This article was originally published by the Australian Strategic Policy Institute’s (ASPI) The Strategist on 10 September 2018.
If you were trying to design a low-cost strategy to constrict the operational horizon of an important US ally in the region, China’s ploys in the Pacific wouldn’t be a bad model to examine.
China has been talking a big game in the Pacific. It’s been reported as looking to fund a major regional military base in Fiji and scoping Vanuatu for a military base of its own. And it apparently has plans to refurbish four ports in Papua New Guinea, including the strategically significant Manus Island. Over the decade 2006–2016, it has committed US$1.8 billion in aid, and Chinese telco Huawei has sought to build undersea internet cables in the region.

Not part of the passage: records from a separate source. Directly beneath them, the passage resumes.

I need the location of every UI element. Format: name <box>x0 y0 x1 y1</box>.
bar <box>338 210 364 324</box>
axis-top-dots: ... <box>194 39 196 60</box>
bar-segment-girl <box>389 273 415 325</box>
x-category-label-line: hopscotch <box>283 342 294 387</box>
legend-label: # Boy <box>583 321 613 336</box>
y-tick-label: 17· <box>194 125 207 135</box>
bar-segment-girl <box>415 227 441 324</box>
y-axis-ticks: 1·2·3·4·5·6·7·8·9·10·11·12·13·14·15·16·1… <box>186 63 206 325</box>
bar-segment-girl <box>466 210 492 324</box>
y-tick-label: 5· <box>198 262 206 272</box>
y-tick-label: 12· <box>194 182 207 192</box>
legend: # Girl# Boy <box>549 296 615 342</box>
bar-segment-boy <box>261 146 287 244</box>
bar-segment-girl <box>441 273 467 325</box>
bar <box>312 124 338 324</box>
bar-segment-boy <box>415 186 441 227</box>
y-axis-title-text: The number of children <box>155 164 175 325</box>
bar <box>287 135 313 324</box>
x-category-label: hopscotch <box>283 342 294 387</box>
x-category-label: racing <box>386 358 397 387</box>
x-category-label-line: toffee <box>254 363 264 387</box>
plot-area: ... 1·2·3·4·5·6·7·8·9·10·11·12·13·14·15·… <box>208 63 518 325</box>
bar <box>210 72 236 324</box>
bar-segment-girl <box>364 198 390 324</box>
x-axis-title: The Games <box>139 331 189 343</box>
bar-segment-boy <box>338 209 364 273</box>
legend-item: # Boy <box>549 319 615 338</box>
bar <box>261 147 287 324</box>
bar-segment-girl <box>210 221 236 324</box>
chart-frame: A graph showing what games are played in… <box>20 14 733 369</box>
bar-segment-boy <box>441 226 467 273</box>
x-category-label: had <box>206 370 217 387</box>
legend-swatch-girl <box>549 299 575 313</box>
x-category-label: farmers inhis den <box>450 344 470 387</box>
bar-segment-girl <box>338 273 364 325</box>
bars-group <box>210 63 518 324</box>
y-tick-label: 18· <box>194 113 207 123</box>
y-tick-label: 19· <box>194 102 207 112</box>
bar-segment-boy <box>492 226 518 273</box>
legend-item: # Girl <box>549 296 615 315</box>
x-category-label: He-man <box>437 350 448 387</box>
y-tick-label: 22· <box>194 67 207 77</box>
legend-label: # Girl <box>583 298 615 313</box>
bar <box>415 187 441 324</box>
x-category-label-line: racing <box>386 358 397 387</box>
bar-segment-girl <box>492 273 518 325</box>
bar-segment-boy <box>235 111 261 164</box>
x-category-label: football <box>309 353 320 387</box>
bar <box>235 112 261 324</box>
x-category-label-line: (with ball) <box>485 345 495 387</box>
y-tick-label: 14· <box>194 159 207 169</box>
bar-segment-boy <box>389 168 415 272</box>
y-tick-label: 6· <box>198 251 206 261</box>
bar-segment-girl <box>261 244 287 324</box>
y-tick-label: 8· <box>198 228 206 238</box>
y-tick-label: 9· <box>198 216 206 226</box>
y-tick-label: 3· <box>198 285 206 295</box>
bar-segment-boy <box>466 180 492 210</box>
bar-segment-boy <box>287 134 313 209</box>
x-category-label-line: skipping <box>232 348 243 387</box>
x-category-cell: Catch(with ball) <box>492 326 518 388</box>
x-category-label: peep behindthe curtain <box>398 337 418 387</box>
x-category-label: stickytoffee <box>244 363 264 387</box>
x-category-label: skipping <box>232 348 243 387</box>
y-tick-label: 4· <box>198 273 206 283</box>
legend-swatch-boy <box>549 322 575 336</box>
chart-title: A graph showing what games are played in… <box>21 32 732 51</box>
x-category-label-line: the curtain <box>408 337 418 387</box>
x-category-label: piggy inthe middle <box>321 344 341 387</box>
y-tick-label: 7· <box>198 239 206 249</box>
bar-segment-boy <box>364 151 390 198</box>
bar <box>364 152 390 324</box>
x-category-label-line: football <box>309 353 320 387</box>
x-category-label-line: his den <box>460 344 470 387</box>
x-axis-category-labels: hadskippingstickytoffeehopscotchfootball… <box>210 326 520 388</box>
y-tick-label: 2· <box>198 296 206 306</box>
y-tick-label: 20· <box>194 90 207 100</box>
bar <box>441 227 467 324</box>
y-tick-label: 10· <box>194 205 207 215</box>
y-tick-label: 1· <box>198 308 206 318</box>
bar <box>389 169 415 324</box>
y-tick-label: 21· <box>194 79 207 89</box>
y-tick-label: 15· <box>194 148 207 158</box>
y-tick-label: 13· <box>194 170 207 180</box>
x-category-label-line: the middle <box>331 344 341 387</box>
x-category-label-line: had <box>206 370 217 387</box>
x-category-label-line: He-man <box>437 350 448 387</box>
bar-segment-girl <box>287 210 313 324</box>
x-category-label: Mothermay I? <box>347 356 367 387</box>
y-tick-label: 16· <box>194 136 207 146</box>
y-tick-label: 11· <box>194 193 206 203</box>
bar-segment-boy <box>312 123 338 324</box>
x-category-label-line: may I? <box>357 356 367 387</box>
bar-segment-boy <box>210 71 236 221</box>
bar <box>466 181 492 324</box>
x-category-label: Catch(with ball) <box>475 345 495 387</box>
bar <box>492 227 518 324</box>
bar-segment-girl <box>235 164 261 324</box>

Australia’s response has been frenzied, but perhaps not yet that strategic.
Our aid spending in the South Pacific has been hurriedly increased from A$1.1 billion in 2017–18 to A$1.3 billion in 2018-19, the ‘highest ever contribution’ we’ve made in the region. Australia had to outbid China for the Fiji base, investing a ‘significant’ figure.

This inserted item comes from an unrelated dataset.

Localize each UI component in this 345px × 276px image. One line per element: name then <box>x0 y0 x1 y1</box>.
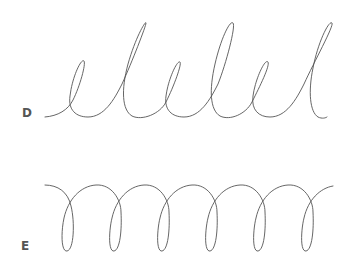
curve-d <box>45 23 332 119</box>
curve-e <box>45 185 333 251</box>
figures-canvas <box>0 0 345 276</box>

The Department of Foreign Affairs and Trade has also dipped its toes into the undersea cabling business, assembling a crack team to master the ins and outs of a new underwater operating environment. The project has an estimated price tag of A$136.6 million (two-thirds of which will come from the aid budget). There has also been a deal to expand the Biketawa security agreement to cover non-traditional threats.
That all fits in with the 2017 foreign policy white paper’s promise of ‘greater intensity and ambition’ in Australia’s approach to its neighbourhood. But is it good strategy?
Increasingly, China’s approach in the Pacific looks like its coercive methods in the Australia–China economic relationship, where sectors of little importance to the Chinese Communist Party but of significant value to Australia—like Chinese students and tourists—are used to try to coerce Canberra.
In the Pacific, China appears to have identified our soft spots and now just has to hint at scoping a port to cause a frenzy. Its debt diplomacy is another lever with dual purposes. It wins China temporary kudos in Pacific states, while simultaneously countering Canberra’s aspirations of improving Pacific development by saddling tiny island nations with unaffordable loans. When the debts become crippling, they will afford Beijing another opportunity to niggle Canberra by offering debt relief in return for something that will frustrate Australian plans, or inflict the burden of debt relief on Australia.
Undersea cables are just the latest front and present another opportunity for China to divert significant Australian resources, without spending any of its own. China, if it wanted to, could offer to build a dozen cables linking up the region. Would Australia then rush to spend hundreds of millions more to build those connections too?
At one level, Canberra’s response is completely understandable, as Australia’s top priority is protecting its immediate region and preventing it from becoming a site for a major military power to operate from. But is the current approach the most efficient use of our resources? And in the longer term, do we risk constricting our operational horizon, shifting from engaging both globally and regionally—where we participate as an international actor and at least periodically consider actions like freedom-of-navigation exercises in the South China Sea—to being more narrowly focused on our immediate neighbourhood? That would be a win for China and a loss for the world.
China’s actions in the South China Sea, the militarisation of its manufactured islands and its threatening behaviour towards its neighbours, do not bode well. If it eventually has its way in its immediate patch, it will almost certainly look to expand its operational space further afield. Australia’s focus and actions with partners in the broader region are a valuable contribution to dealing with this more assertive, at times coercive, Chinese state led by President Xi Jinping.
To deal with this Pacific challenge in a more enduring way, could Canberra look to a bigger play? A plan for addressing China’s attempts to militarise the region, cripple it with debt and force DFAT to become a telecommunications provider?
One option would be for Australia to forge a grand bargain with its neighbours—a sweeping economic, education, people-movement and security pact that prevents the militarisation of the Pacific and allows Australia to remain outwardly oriented. We could establish a regional security council to work towards common approaches on issues like debt diplomacy, protection of critical infrastructure and climate change, with phase-in periods to allow for a smooth transition.
About the Author
Fergus Hanson is head of the International Cyber Policy Centre at the Australian Strategic Policy Institute (ASPI).